Wearing his AIGCP hat, he could not comment, but it strikes me as interesting he is not seeking another term as president in 2013. Trying to find common ground in a room full of men that includes Brailsford, the ever-controversial Bjarne Riis and Armstrong's friend Viatcheslav Ekimov, must be tiring.
But he did have an answer for my question about Team Sky's approach being naïve.
"It's not naïve, it's idealistic," he said.
"In my opinion, the best way to go is to have a truth and reconciliation process that looks at everything that has gone on over the last 20 years, with all the main actors involved, and say 'let's move forward with zero tolerance', absolute, concrete zero tolerance."
Brailsford wants the same thing; he just wants the same thing on his team now.
Speaking in Paris a day later, he said: "[Vaughters] and I have a lot more in common than people think. We both run clean teams, we both want a clean sport, and we have some very similar ideas on how we can achieve that.
"But we decided to set out with a certain approach - it doesn't have to be everybody's approach - and we're going to stick to it.
"Some have said people are getting 'kicked out' but it's not like that. We've decided to sit down and talk with every member of staff, ask them if they represent a risk to the team, and support them if they do - it's been very constructive."
With hindsight, trying to change things for the better, so quickly, while trying to win Grand Tours, might have been a tad naïve.

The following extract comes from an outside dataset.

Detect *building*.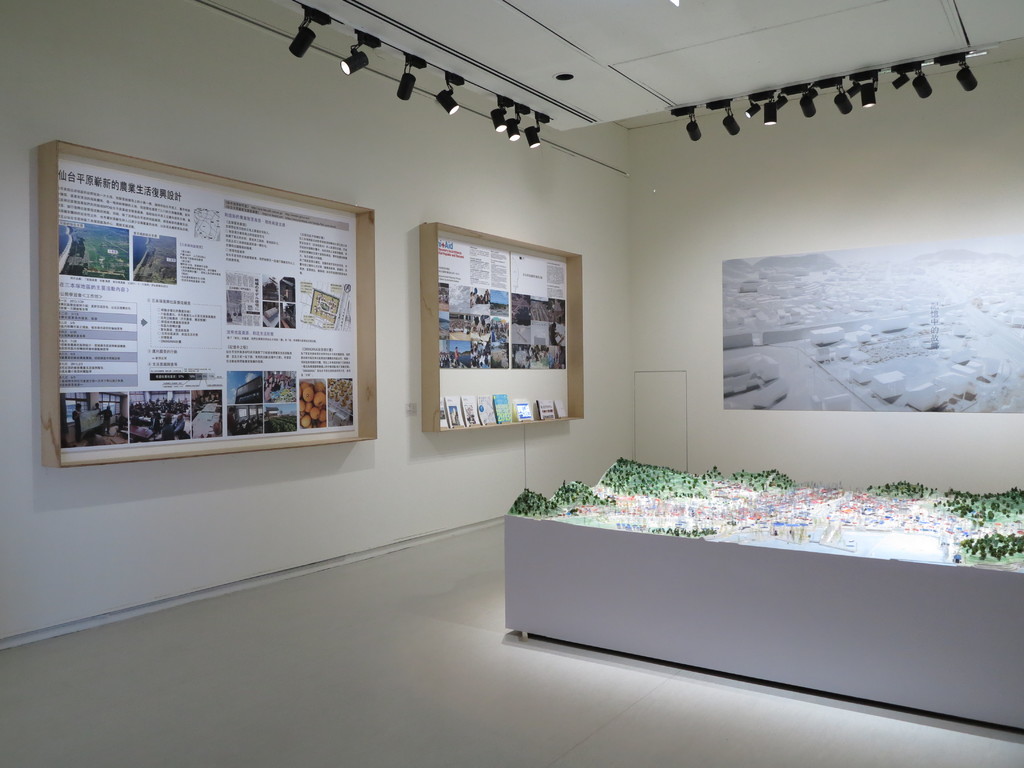
Detected at 0,0,1023,767.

It was certainly ambitious.
But Brailsford's response to the Armstrong crisis has not been a PR stunt, smokescreen or any other act of deception he has been accused of by some online critics. It has been an example of leadership.
It has also received the unequivocal support of BSkyB, which backed zero tolerance in 2009 and backs it now, even if that means, as is possible, there will be more vacancies at the team in the coming weeks.
The re-interview process has not finished and there are still riders and staff with questions to answer. Finding replacements will be no easier in the current market than it was in 2009, but I would be surprised if Brailsford gets burnt again.
"If you want to improve, or change something for the better, particularly in cycling where there is a history, you have to make some sacrifices," he added.
"If you continue doing more of the same, you end up in the same place. They've proved that time and time again in this sport."